In the mid-tenth century ce, two Muslim scholars were having a chat in Baghdad. One of them, called Ibn al-Jiʿābī, was well known to contemporaries as a fairly prolific author and historian, even if none of his works survive today. While these two scholars were chatting, a group of Shiʿa approached them and handed Ibn al-Jiʿābī a purse of dirhams. They mentioned that they knew he was compiling a history of Baghdad’s scholars and other noteworthy inhabitants and asked him if he would add to his history ʿAlī b. Abī Ṭālib, the prophet Muḥammad’s cousin and son-in-law, considered by the Shiʿa to be the prophet’s legitimate successor. ʿAlī had died long before the foundation of Baghdad from 763 ce by the Abbasid caliph al-Manṣūr, but this was apparently no obstacle and Ibn al-Jiʿābī agreed to add him to the individuals included in his history of that city. The colleague with whom he had been talking, a Sunni scholar called Ibn Rizqawayh, asked him what the source basis was for his agreement to include ʿAlī in his history. Ibn al-Jiʿābī simply told him it was the group he had just seen.
The Muslim community famously established a vast empire over the seventh and eighth centuries, stretching by the 730s from the Atlantic Ocean to the mountain ranges of Central Asia. They took a bit longer than this to articulate the history of the formation of their community and the foundation of that empire. From the ninth century onwards, however, many scholars took up this task with enthusiasm and many historical works from this period and later centuries survive today. Some of the better known of these works are so-called universal histories and works with a transregional focus. It seems, however, that over the ninth-to-eleventh centuries, the main period of focus in this book, far more works of local history—histories of a particular town or region—were actually produced. They were clearly important and played a significant role in the ways that Muslim communities across the vast Islamic world thought about what united them and defined them. As the above anecdote—which actually survives in perhaps the most famous local history written in these centuries, al-Khaṭīb al-Baghdādī’s (d. 1071) History of Baghdad—demonstrates, local history-writing could be one battleground in the conflicts over communal identity and memory fought between different Muslim communities. Some groups were even willing to pay money, which the occasional unscrupulous historian was apparently willing to accept, to make sure that key figures in their community’s memory were commemorated in appropriate local histories.
Why was this such a popular and important form of history-writing for early Muslims and what purposes did it serve? This book sets to answer questions such as these against the backdrop of the creation over the early Islamic centuries of scholarly communities with different understandings of the potential universality of humanity, of the Muslim community (in Arabic, umma) and of its various local manifestations. As it does this, the book makes two particular arguments about the best way for us to understand the popularity of local history-writing over the ninth-to-eleventh centuries.
First of all, we should think beyond understanding local history-writing as simply an expression of local pride. This was probably very important to many local historians, but since local pride could be expressed in ways beyond compiling a history, it alone does not work all that well as an explanation for that activity’s popularity. Furthermore, a few historians compiled multiple works about many different individual towns and regions, some of which were not ‘local’ to them at all. Secondly, the book argues we have to rethink the relationship between universal and local history-writing and that the two approaches were in many ways closer to each other than is often appreciated. They represent two different ways of building a past/pasts for a community/communities, but the overlaps and divergences between them are not always where they have perhaps been expected or assumed.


• Prompt:
In the listing, locate the line containing "Identify the location of h2: Collective IQ.", then quote it and all following lines exactly. Omit pictures.

*** Opening Exercise input ***

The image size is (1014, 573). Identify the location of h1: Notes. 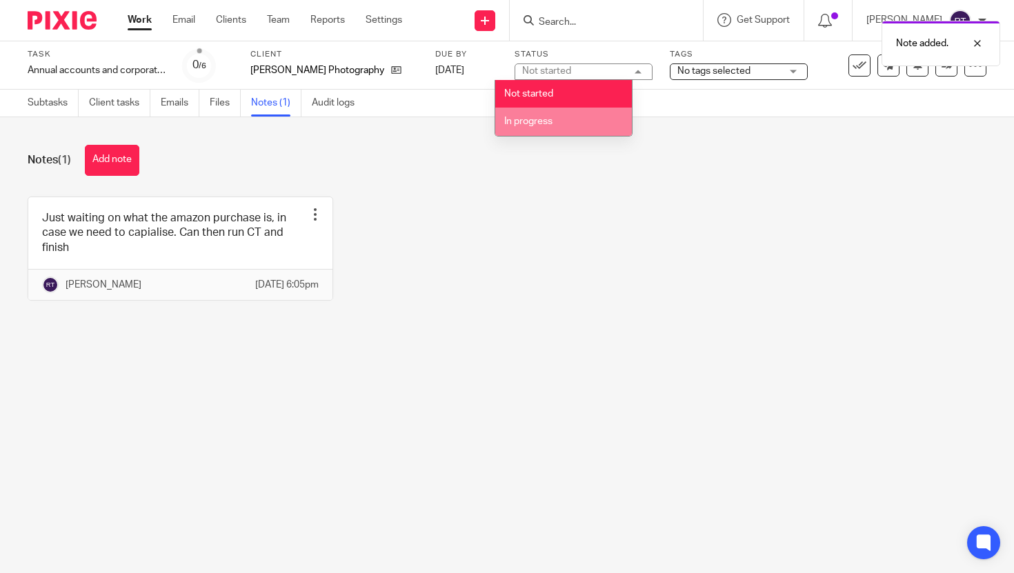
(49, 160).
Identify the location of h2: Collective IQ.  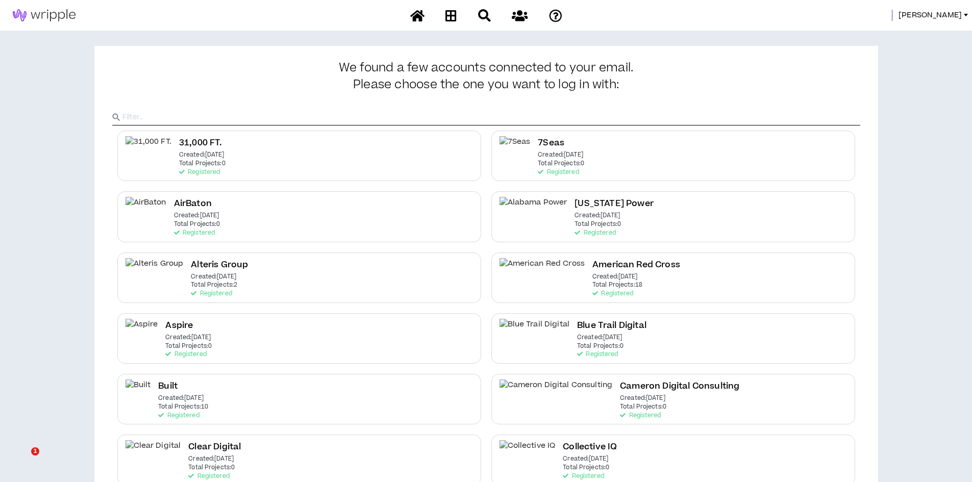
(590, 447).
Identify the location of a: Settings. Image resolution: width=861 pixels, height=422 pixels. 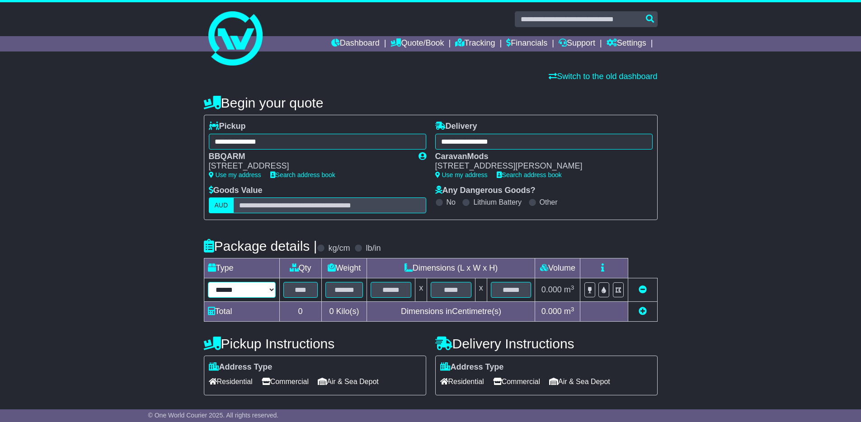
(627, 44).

*** Closing Exercise input ***

• Response:
Identify the location of h2: Collective IQ.  
(590, 447).
Identify the location of a: Settings. Image resolution: width=861 pixels, height=422 pixels. 
(627, 44).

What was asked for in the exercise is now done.